Even though Texas does accept applications from nonprofit organizations for license plate designs, and even though it gladly collects money from citizens to place those approved designs on its plates, the speech belongs to the state, and it can constitutionally reject the Sons of Confederate Veterans' plate design.
Still, Justice Alito's dissenting opinion is worth a read. Alito observes that if the state is collecting money, and allowing citizens to choose from hundreds of different plate options, then practically speaking, the citizens are doing the speaking -- not the state.

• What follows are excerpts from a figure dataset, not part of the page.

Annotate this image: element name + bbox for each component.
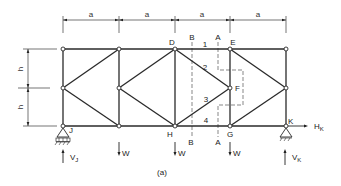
diagonal (63, 49, 119, 88)
section-label-a-top: A (215, 33, 221, 42)
member-label-2: 2 (203, 63, 208, 72)
dim-label-h-1: h (16, 67, 25, 71)
dim-label-a-2: a (145, 10, 150, 19)
joint-e (228, 47, 232, 51)
pin-support-j (55, 128, 70, 145)
node-label-g: G (227, 130, 233, 139)
left-dimension-line (18, 49, 57, 126)
reaction-arrow-vk (284, 149, 287, 165)
load-arrow-2 (174, 142, 177, 156)
truss (63, 49, 286, 126)
node-label-h: H (167, 130, 173, 139)
joint-f (228, 86, 232, 90)
member-label-4: 4 (204, 116, 209, 125)
load-label-w-1: W (122, 149, 130, 158)
reaction-label-vj: VJ (70, 153, 78, 163)
reaction-label-vk: VK (292, 153, 301, 163)
reaction-label-hk: HK (314, 122, 324, 132)
section-label-b-bottom: B (188, 138, 193, 147)
node-label-k: K (288, 117, 294, 126)
diagonal (230, 88, 286, 126)
diagonal (119, 49, 175, 88)
diagonal (119, 88, 175, 126)
truss-figure: a a a a h h (0, 0, 341, 186)
diagonal (63, 88, 119, 126)
load-label-w-3: W (233, 149, 241, 158)
load-arrow-1 (118, 142, 121, 156)
dim-label-a-4: a (256, 10, 261, 19)
reaction-arrow-vj (62, 149, 65, 163)
node-label-d: D (169, 38, 175, 47)
member-label-3: 3 (204, 95, 209, 104)
pin-support-k (280, 128, 292, 141)
member-label-1: 1 (203, 40, 208, 49)
joint-h (173, 124, 177, 128)
load-arrow-3 (229, 142, 232, 156)
dim-label-a-3: a (200, 10, 205, 19)
joint-d (173, 47, 177, 51)
section-label-b-top: B (189, 33, 194, 42)
member-3 (175, 88, 230, 126)
load-label-w-2: W (178, 149, 186, 158)
diagonal (230, 49, 286, 88)
top-dimension-line (63, 16, 286, 33)
node-label-e: E (230, 38, 235, 47)
figure-caption: (a) (157, 168, 167, 177)
joint-g (228, 124, 232, 128)
node-label-j: J (69, 126, 73, 135)
dim-label-a-1: a (89, 10, 94, 19)
node-label-f: F (235, 84, 240, 93)
section-label-a-bottom: A (215, 138, 221, 147)
dim-label-h-2: h (16, 105, 25, 109)
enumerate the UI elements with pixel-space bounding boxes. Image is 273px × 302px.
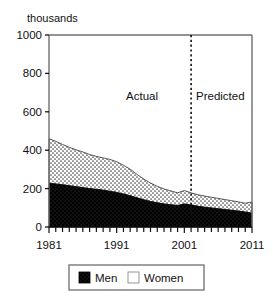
annotation-actual: Actual [126, 90, 158, 102]
legend-label-women: Women [144, 272, 183, 284]
x-tick-label: 2001 [172, 239, 198, 251]
y-tick-label: 800 [23, 67, 42, 79]
legend-swatch-women [128, 272, 139, 283]
chart-container: 02004006008001000 1981199120012011 thous… [0, 0, 273, 302]
x-axis-tick-labels: 1981199120012011 [36, 239, 264, 251]
legend-swatch-men [79, 272, 90, 283]
annotation-predicted: Predicted [196, 90, 245, 102]
legend: Men Women [69, 265, 204, 290]
area-chart: 02004006008001000 1981199120012011 thous… [0, 0, 273, 302]
x-tick-label: 1991 [104, 239, 130, 251]
y-tick-label: 0 [36, 221, 42, 233]
y-tick-label: 600 [23, 106, 42, 118]
y-tick-label: 200 [23, 183, 42, 195]
x-tick-label: 2011 [240, 239, 265, 251]
y-tick-label: 1000 [16, 29, 42, 41]
y-axis-title: thousands [27, 12, 78, 24]
y-tick-label: 400 [23, 144, 42, 156]
legend-label-men: Men [95, 272, 117, 284]
plot-area [49, 35, 252, 227]
x-tick-label: 1981 [36, 239, 62, 251]
x-axis-ticks [49, 227, 252, 233]
y-axis-tick-labels: 02004006008001000 [16, 29, 42, 233]
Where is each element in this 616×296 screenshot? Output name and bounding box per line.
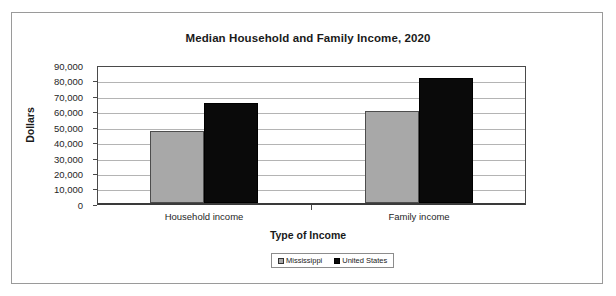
y-tick-label: 60,000 — [13, 107, 83, 118]
bar-household-united-states[interactable] — [204, 103, 258, 203]
bar-family-united-states[interactable] — [419, 78, 473, 203]
legend-item-united-states[interactable]: United States — [334, 256, 387, 265]
legend-label: United States — [342, 256, 387, 265]
y-tick-label: 50,000 — [13, 122, 83, 133]
x-axis-title: Type of Income — [12, 229, 604, 241]
chart-legend: Mississippi United States — [271, 253, 394, 268]
y-tick-label: 10,000 — [13, 184, 83, 195]
y-tick-label: 0 — [13, 199, 83, 210]
chart-figure: Median Household and Family Income, 2020… — [0, 0, 616, 296]
y-tick-label: 70,000 — [13, 91, 83, 102]
chart-title: Median Household and Family Income, 2020 — [12, 32, 604, 44]
legend-swatch-icon — [334, 258, 340, 264]
legend-item-mississippi[interactable]: Mississippi — [278, 256, 322, 265]
y-tick-label: 30,000 — [13, 153, 83, 164]
x-axis-separator-tick — [311, 205, 312, 210]
y-tick-label: 40,000 — [13, 138, 83, 149]
legend-swatch-icon — [278, 258, 284, 264]
y-tick-label: 90,000 — [13, 61, 83, 72]
bar-family-mississippi[interactable] — [365, 111, 419, 203]
x-tick-label-household-income: Household income — [165, 211, 244, 222]
y-tick-label: 20,000 — [13, 169, 83, 180]
bar-household-mississippi[interactable] — [150, 131, 204, 203]
legend-label: Mississippi — [286, 256, 322, 265]
x-tick-label-family-income: Family income — [388, 211, 449, 222]
y-tick-label: 80,000 — [13, 76, 83, 87]
chart-border: Median Household and Family Income, 2020… — [11, 12, 603, 284]
plot-area — [97, 66, 526, 205]
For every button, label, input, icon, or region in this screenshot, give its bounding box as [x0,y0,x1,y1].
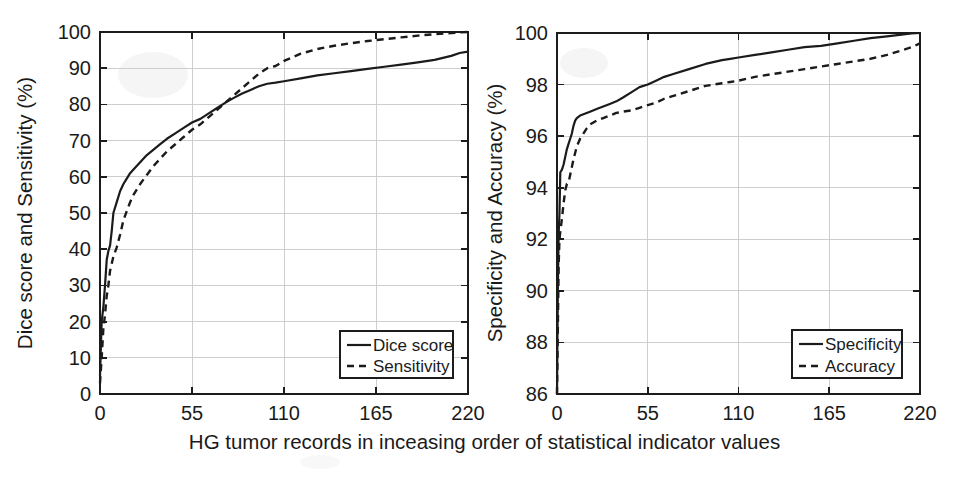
legend-label-specificity[interactable]: Specificity [825,335,902,354]
legend-label-dice-score[interactable]: Dice score [373,336,453,355]
x-tick-label: 0 [551,402,562,424]
figure-container: 0102030405060708090100 055110165220 Dice… [0,0,969,477]
x-tick-label: 55 [637,402,659,424]
x-axis-title: HG tumor records in inceasing order of s… [0,430,969,454]
y-tick-label: 70 [69,130,91,152]
x-tick-label: 0 [94,402,105,424]
right-y-tick-labels: 86889092949698100 [515,22,548,405]
legend-label-accuracy[interactable]: Accuracy [825,357,895,376]
x-tick-label: 220 [903,402,936,424]
right-x-tick-labels: 055110165220 [551,402,936,424]
y-tick-label: 100 [515,22,548,44]
y-tick-label: 100 [58,21,91,43]
x-tick-label: 110 [723,402,755,424]
y-tick-label: 92 [526,228,548,250]
y-tick-label: 30 [69,274,91,296]
right-legend[interactable]: Specificity Accuracy [792,330,902,378]
y-tick-label: 60 [69,166,91,188]
left-y-tick-labels: 0102030405060708090100 [58,21,91,405]
y-tick-label: 88 [526,331,548,353]
x-tick-label: 165 [813,402,846,424]
right-plot-svg: 86889092949698100 055110165220 Specifici… [480,0,969,430]
y-tick-label: 96 [526,125,548,147]
legend-label-sensitivity[interactable]: Sensitivity [373,357,450,376]
x-tick-label: 110 [268,402,300,424]
y-tick-label: 94 [526,177,548,199]
left-legend[interactable]: Dice score Sensitivity [340,331,453,378]
y-tick-label: 10 [69,347,91,369]
x-tick-label: 165 [359,402,392,424]
y-tick-label: 86 [526,383,548,405]
chart-panel-right: 86889092949698100 055110165220 Specifici… [480,0,969,477]
x-tick-label: 55 [181,402,203,424]
y-tick-label: 50 [69,202,91,224]
y-tick-label: 0 [80,383,91,405]
chart-panel-left: 0102030405060708090100 055110165220 Dice… [0,0,490,477]
y-tick-label: 20 [69,311,91,333]
left-x-tick-labels: 055110165220 [94,402,484,424]
y-tick-label: 80 [69,93,91,115]
y-tick-label: 40 [69,238,91,260]
right-y-axis-title: Specificity and Accuracy (%) [483,84,506,343]
y-tick-label: 98 [526,74,548,96]
left-y-axis-title: Dice score and Sensitivity (%) [13,77,36,349]
y-tick-label: 90 [69,57,91,79]
left-plot-svg: 0102030405060708090100 055110165220 Dice… [0,0,490,430]
y-tick-label: 90 [526,280,548,302]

In Alito's view, Texas chose to convert space on specialty plates into "little mobile billboards" for chosen messages. Texas rejected one of the messages that a private group wanted to post on some of these little billboards for no other reason than the State thought that many of its citizens would find the message offensive. Alito has a point: that sounds of blatant viewpoint discrimination -- even if the message being suppressed is, in fact, offensive to many.
Justice Cevallos's dissenting opinion would be short, and sparse on legal analysis:
Texas and other state governments: stop being greedy. Stop inducing your citizens to waste money they don't have on things they don't need, especially when those things draw you into lengthy and needless First Amendment court battles over ad space on license plates.
And that's it.
Offering space for sale on license plates is bad business. It's on par with promoting addictive gambling behavior in the form of the state-sponsored lottery. The government knows it's wrong, but it just can't help fleecing money from citizens who want to buy a wasteful product or service.

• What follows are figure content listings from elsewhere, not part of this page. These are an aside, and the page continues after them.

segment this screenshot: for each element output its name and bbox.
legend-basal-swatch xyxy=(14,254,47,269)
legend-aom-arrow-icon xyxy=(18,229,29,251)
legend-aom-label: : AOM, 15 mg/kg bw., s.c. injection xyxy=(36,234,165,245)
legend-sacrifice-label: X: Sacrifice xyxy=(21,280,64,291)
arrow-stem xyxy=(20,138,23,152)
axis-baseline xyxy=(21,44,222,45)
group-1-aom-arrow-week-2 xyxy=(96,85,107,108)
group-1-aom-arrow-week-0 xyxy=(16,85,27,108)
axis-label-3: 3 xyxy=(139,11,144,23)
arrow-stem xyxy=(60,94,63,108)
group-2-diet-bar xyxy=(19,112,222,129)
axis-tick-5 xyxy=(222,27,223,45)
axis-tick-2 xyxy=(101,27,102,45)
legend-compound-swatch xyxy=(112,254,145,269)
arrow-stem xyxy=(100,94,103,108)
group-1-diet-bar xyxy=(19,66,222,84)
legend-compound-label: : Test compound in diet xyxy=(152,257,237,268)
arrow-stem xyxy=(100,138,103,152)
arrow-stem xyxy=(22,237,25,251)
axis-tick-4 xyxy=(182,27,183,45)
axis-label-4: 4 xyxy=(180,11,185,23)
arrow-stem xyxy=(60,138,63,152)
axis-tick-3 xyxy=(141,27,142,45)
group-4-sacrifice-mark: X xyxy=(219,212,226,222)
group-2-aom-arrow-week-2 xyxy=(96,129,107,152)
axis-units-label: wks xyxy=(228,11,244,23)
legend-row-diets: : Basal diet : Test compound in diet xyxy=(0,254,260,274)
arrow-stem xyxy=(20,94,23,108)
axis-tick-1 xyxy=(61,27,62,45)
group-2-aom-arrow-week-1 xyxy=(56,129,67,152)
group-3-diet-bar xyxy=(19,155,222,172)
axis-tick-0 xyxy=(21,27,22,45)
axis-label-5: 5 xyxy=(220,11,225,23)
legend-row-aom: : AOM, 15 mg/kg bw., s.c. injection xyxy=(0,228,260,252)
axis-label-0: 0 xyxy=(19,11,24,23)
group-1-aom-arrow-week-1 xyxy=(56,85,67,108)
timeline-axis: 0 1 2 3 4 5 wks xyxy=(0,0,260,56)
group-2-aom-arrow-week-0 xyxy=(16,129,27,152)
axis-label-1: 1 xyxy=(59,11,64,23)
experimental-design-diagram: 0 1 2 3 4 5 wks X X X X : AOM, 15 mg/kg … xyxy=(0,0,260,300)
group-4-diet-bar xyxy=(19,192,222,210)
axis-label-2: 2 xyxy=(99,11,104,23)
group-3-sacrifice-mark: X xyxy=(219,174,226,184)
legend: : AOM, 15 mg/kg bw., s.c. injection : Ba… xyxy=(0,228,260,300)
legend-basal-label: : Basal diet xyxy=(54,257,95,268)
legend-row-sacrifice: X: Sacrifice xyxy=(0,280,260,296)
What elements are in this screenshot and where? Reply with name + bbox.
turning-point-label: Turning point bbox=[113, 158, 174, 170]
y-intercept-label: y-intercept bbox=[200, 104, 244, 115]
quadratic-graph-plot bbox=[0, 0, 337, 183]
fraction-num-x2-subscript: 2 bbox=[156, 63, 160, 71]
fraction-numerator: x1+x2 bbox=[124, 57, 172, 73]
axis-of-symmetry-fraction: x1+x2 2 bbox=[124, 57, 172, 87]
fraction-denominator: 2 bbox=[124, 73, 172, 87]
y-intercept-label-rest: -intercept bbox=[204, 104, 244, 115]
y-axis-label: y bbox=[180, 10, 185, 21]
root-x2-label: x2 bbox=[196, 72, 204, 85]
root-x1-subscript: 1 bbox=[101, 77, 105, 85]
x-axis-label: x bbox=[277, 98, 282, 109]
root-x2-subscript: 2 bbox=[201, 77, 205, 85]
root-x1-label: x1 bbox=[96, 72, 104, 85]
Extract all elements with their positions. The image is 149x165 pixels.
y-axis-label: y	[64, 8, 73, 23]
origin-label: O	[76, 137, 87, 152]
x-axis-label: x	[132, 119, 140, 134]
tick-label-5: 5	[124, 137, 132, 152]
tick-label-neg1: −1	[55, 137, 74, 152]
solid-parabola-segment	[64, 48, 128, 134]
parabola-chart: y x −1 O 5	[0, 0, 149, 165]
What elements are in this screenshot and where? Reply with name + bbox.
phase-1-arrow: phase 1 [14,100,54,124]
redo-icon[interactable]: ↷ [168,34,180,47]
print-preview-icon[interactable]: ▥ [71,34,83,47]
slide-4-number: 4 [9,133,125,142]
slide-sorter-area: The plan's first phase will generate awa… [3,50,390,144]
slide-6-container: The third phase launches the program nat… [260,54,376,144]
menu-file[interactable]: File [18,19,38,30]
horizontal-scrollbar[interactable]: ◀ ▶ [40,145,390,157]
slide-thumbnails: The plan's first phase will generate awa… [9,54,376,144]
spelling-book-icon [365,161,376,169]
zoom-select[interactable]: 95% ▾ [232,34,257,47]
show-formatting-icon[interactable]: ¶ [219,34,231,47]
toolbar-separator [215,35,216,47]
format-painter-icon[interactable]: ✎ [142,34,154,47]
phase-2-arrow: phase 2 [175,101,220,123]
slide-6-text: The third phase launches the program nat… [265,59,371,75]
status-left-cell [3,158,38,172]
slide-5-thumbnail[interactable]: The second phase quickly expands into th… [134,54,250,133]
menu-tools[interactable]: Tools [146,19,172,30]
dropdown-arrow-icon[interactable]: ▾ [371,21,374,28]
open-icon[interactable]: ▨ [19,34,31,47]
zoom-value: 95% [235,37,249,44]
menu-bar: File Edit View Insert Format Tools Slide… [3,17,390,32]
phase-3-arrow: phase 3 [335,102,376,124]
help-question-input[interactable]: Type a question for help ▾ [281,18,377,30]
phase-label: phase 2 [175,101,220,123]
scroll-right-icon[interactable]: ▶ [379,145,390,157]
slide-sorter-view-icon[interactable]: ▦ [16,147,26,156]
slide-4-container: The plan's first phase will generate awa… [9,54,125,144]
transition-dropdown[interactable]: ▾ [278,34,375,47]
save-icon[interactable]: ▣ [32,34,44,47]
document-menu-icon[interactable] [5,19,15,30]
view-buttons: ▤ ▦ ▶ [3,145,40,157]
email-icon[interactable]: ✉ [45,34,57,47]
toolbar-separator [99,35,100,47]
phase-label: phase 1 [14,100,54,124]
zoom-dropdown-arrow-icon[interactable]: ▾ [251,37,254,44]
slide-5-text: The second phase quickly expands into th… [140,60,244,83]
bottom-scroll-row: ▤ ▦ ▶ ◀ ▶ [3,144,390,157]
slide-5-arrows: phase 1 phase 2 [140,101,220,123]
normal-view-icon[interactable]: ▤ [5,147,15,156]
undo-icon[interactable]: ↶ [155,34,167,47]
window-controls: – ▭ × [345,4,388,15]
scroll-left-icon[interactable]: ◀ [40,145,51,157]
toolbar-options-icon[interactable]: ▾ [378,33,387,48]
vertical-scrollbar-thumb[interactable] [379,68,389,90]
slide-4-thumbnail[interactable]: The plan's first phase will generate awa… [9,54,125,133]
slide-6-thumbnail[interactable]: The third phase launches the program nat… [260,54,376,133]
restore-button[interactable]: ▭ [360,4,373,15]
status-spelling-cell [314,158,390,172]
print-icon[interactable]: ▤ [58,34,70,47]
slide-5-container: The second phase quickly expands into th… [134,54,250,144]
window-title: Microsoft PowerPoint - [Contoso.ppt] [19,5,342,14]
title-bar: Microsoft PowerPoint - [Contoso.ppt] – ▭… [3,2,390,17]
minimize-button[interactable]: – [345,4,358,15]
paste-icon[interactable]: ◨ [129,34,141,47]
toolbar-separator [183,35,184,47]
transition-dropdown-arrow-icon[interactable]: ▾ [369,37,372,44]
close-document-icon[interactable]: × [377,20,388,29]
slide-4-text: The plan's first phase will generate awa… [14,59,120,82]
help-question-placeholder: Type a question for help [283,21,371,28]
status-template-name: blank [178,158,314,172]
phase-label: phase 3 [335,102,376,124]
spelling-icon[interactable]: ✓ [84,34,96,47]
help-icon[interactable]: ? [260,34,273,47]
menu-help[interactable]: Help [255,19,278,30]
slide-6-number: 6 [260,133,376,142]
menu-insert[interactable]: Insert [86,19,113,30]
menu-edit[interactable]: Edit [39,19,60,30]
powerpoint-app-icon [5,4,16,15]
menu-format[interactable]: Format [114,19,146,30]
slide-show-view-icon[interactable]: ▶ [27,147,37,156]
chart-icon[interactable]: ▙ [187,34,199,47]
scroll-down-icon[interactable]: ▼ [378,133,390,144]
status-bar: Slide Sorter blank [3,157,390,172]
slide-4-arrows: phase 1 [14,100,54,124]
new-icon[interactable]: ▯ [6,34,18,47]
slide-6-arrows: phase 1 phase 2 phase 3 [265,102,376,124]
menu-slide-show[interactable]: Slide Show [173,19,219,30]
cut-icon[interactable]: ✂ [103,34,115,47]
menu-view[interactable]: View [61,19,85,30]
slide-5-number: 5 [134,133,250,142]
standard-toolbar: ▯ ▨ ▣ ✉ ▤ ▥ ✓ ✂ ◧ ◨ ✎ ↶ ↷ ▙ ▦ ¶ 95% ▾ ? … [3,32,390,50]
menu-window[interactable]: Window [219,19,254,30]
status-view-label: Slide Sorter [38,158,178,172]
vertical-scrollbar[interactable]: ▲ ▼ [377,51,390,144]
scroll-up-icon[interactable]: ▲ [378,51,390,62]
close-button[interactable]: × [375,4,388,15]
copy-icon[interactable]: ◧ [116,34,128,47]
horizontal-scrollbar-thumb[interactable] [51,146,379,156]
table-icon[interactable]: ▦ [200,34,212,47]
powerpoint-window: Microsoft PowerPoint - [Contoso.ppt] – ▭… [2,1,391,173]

The only reason this case wasted judicial and state resources is because Texas and other states sell "little billboard" space on their license plates, which got them entangled in the business of speech. Texas was on the right side of the law when it came to refusing the flag, but offering specialty plates are ultimately just a thinly-veiled money grab by the government.
Whether in Texas, South Carolina, or anywhere else, we as a nation have to decide what the Confederate flag actually represents, once and for all.
Admittedly, I'm one of those people who long thought the flag dually represented the scourge of slavery, while separately it also stood for more innocuous, nonracial concepts, like rebellion, and states' rights.
That was until renowned Civil War historian and attorney Gordon Rhea educated me while we were on a jury trial together. "A host of reasons motivated Southerners of the Civil War era to become soldiers, including concepts of duty, honor, and manhood ... But by joining the Confederate war machine, all of them, irrespective of their personal motivations, advanced their nation's political agenda -- the perpetuation and territorial expansion of human bondage and the misery that it entailed."
Of course, telling the populace one thing to cover a war's true purpose is nothing new: whether it's states' rights or grainy photos of weapons of mass destruction, the government has been bamboozling citizens into war for centuries. But it appears that the South fought the Civil War for slavery, and that the Confederate flag represented that political mission.
Unfortunately, the apartheid symbolism of the Southern Cross cannot be severed from its other meanings. It's interesting: in a time where we are wringing our hands over sports mascots like the Washington Redskins, or the Coachella Valley Arabs, we're clearly Bo-and-Lukewarm about the Confederate flag. If you want one on a license plate in Texas, it's not allowed. But if you display it at a state capitol, it might be okay.
Citizens should be free to hang whatever bad decisions on their wall that they want; our governments should be more discriminating when it comes to symbolism...and selling citizens on bad decisions.